Tuesday, 23 November 2010

Country Life

Until the First World War, the English countryside was a hotbed of Radicalism. One of the greatest failings of the emerging Labour Party was to turn those areas blue by default while leaving their Scottish equivalents to the Liberals and making possible, by sheer negligence, the emergence of Plaid Cymru in the rural North Wales that remains a centre of agitation for social justice and for peace.

We need a movement in the tradition of those who have resisted enclosure, clearances, exorbitant rents, absentee landlordism, and a whole host of other abuses of the rural population down to the present day. Those who organised farm labourers, smallholders, crofters and others in order to secure radical reforms. Those who obtained, and who continue to defend, rural amenities such as schools, medical facilities, Post Offices, and so on. The county divisions that predominated among safe Labour seats when such first became identifiable in the 1920s. The working farmers who sat as Labour MPs between the Wars and subsequently. The Attlee Government’s creation of the Green Belt and the National Parks. And those who opposed the destruction of the national rail and bus networks, and who continue to demand that those services be restored.
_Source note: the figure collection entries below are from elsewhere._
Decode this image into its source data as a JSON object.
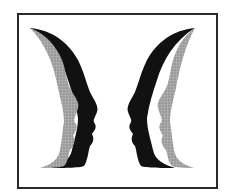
{
  "figure": {
    "colors": {
      "frame": "#2a2a2a",
      "background": "#ffffff",
      "dark_layer": "#111111",
      "gray_layer": "#9a9a9a"
    }
  }
}
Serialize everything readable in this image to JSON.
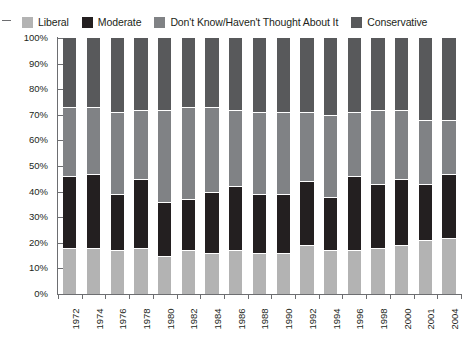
{
  "chart_data": {
    "type": "bar",
    "stacked": true,
    "normalized_percent": true,
    "title": "",
    "subtitle": "",
    "xlabel": "",
    "ylabel": "",
    "ylim": [
      0,
      100
    ],
    "ytick_labels": [
      "100%",
      "90%",
      "80%",
      "70%",
      "60%",
      "50%",
      "40%",
      "30%",
      "20%",
      "10%",
      "0%"
    ],
    "ytick_values": [
      100,
      90,
      80,
      70,
      60,
      50,
      40,
      30,
      20,
      10,
      0
    ],
    "grid": false,
    "legend_position": "top",
    "categories": [
      "1972",
      "1974",
      "1976",
      "1978",
      "1980",
      "1982",
      "1984",
      "1986",
      "1988",
      "1990",
      "1992",
      "1994",
      "1996",
      "1998",
      "2000",
      "2001",
      "2004"
    ],
    "stack_order_bottom_to_top": [
      "Liberal",
      "Moderate",
      "Don't Know/Haven't Thought About It",
      "Conservative"
    ],
    "series": [
      {
        "name": "Liberal",
        "color": "#b3b3b3",
        "values": [
          18,
          18,
          17,
          18,
          15,
          17,
          16,
          17,
          16,
          16,
          19,
          17,
          17,
          18,
          19,
          21,
          22
        ]
      },
      {
        "name": "Moderate",
        "color": "#231f20",
        "values": [
          28,
          29,
          22,
          27,
          21,
          20,
          24,
          25,
          23,
          23,
          25,
          21,
          29,
          25,
          26,
          22,
          25
        ]
      },
      {
        "name": "Don't Know/Haven't Thought About It",
        "color": "#808285",
        "values": [
          27,
          26,
          32,
          27,
          36,
          36,
          33,
          30,
          32,
          32,
          27,
          32,
          25,
          29,
          27,
          25,
          21
        ]
      },
      {
        "name": "Conservative",
        "color": "#58595b",
        "values": [
          27,
          27,
          29,
          28,
          28,
          27,
          27,
          28,
          29,
          29,
          29,
          30,
          29,
          28,
          28,
          32,
          32
        ]
      }
    ],
    "boundaries_cumulative_percent": {
      "liberal_top": [
        18,
        18,
        17,
        18,
        15,
        17,
        16,
        17,
        16,
        16,
        19,
        17,
        17,
        18,
        19,
        21,
        22
      ],
      "moderate_top": [
        46,
        47,
        39,
        45,
        36,
        37,
        40,
        42,
        39,
        39,
        44,
        38,
        46,
        43,
        45,
        43,
        47
      ],
      "dontknow_top": [
        73,
        73,
        71,
        72,
        72,
        73,
        73,
        72,
        71,
        71,
        71,
        70,
        71,
        72,
        72,
        68,
        68
      ]
    }
  },
  "legend": {
    "items": [
      {
        "label": "Liberal",
        "color": "#b3b3b3"
      },
      {
        "label": "Moderate",
        "color": "#231f20"
      },
      {
        "label": "Don't Know/Haven't Thought About It",
        "color": "#808285"
      },
      {
        "label": "Conservative",
        "color": "#58595b"
      }
    ]
  }
}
We need a movement in the tradition of those who have seen, and who still see, real agriculture as the mainstay of strong communities, environmental responsibility and animal welfare (leading to safe, healthy and inexpensive food) as against “factory farming”, and as a clear example of the importance of central and local government action in safeguarding and delivering social, cultural, political and environmental goods against the ravages of the “free” market. Those who have fought, and who continue to fight, for affordable housing in the countryside, and for planning laws and procedures that take proper account of rural needs. Those who object in principle to government without the clear electoral mandate of rural as well as of urban and suburban areas. Those who have been and who are concerned that any electoral reform be sensitive to the need for effective rural representation. Distributism and the related tendencies. And those who are conservationist rather than environmentalist.

Sharpen the tools.

1 comment:

  1. This sounds somewhat similar to the American history of rural radicalism. It is surprising how radical American farmers were in the 19th and early 20th centuries. Many of today's Red States really were "Red" way back when.